My opinion is that things that represent real things (like say the United States military or government) should be portrayed realistically, with realistic responses and actions. This is something that Superman: The Movie screws up. In the scene in which Lex Luthor steals the nuclear missile, all the troops get out of the vehicle to assist the woman in the road, leaving a damn nuke unattended for no good reason. That is just insulting the audience's intelligence.

I always thought giving characters believable motives and fleshed out personality is the most important thing, that's what makes a work realistic more then anything else.

Frankly the comics are filled with extremely lame, one dimensional super villains who are not menacing in the least. Giving those villains better fleshed out motives and personalities or making them menacing, makes them more believable and realistic them seem more real, less like villains from a bad sat morning cartoon show from the 80s.

Agreed. That is way to be realistic that all superhero films (and movies in general) can benefit from.
 
certain colors work on screen....Superman and Spider-man being prime examples

the X-men....bright yellow/gold looks like absolute ass on film

That's completely subjective and you've just jumped on a bandwagon fitted for you by the preconceptions of a director that wasn't brave enough to give it a try.

It made sense that the X-Men had team uniforms instead individualistic costumes, and really that is how the X-Men started.

Yet I'm sure audiences wouldn't of liked the movie any less if the colourful costumes had been as brilliantly executed as Spider-Mans.

JAK®;20440491 said:
But I don't see what it changes. The magic was still magic.

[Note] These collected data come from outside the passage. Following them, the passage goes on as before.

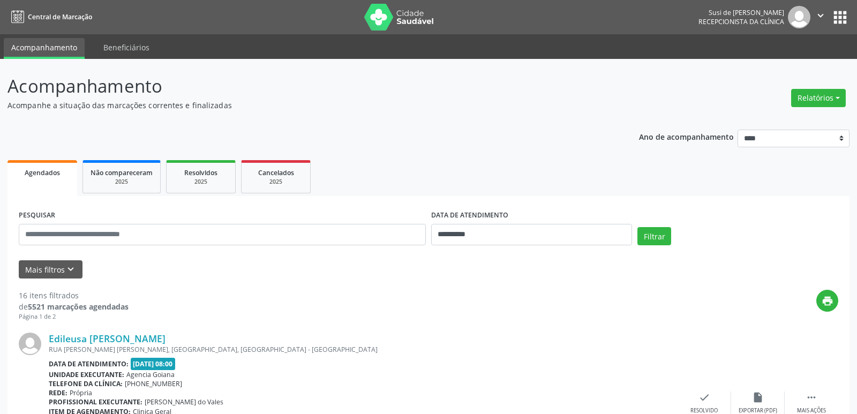 Image resolution: width=857 pixels, height=414 pixels. I want to click on p: Acompanhamento, so click(302, 86).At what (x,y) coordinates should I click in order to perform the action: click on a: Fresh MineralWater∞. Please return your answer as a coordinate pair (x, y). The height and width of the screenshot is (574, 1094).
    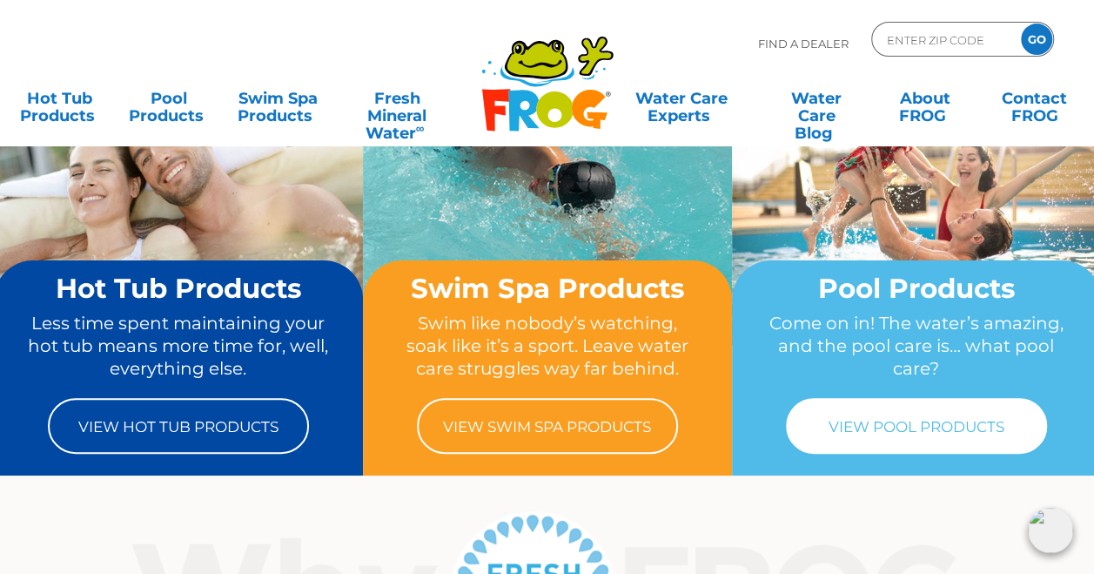
    Looking at the image, I should click on (398, 98).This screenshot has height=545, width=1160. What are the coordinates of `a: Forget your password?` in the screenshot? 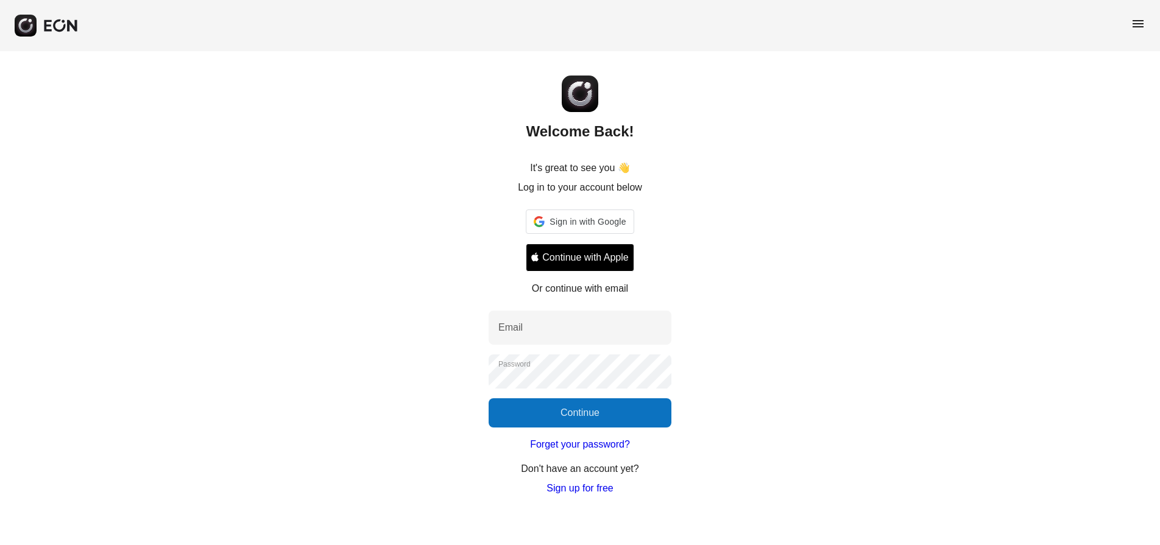 It's located at (580, 445).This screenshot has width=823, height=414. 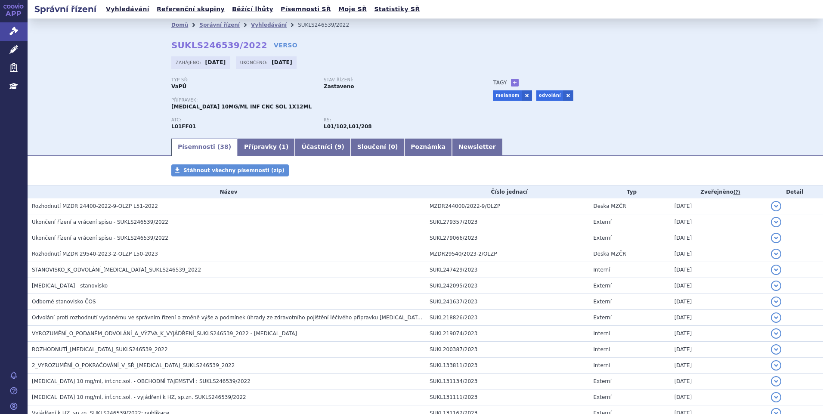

Exactly, the scope of magic wasn't reduced by his comments. He was simplifying what magic was in order for Jane to understand. Dr.Strange can bridge the gap between magic and science.

Science isn't really a physical thing is it? Science is an attempt to make sense of the world around us, yet we've barely scratched the surface of our reality.

Magic is the 90% we haven't discovered yet through our petty human means. It's a question of harnessing the vast energies of the universe, and I'll be able to buy that certain mystical artifacts and incantations will serve as a conduit of magic.

Most of the magic we will see will be the manipulation of matter and gravity. Stuff we can or will be able to do with science. I mean we manipulate gravity by flying planes right? There is some very sound science behind that, but magic is just a shortcut, Thor can fly using his Mjonir. Whatever.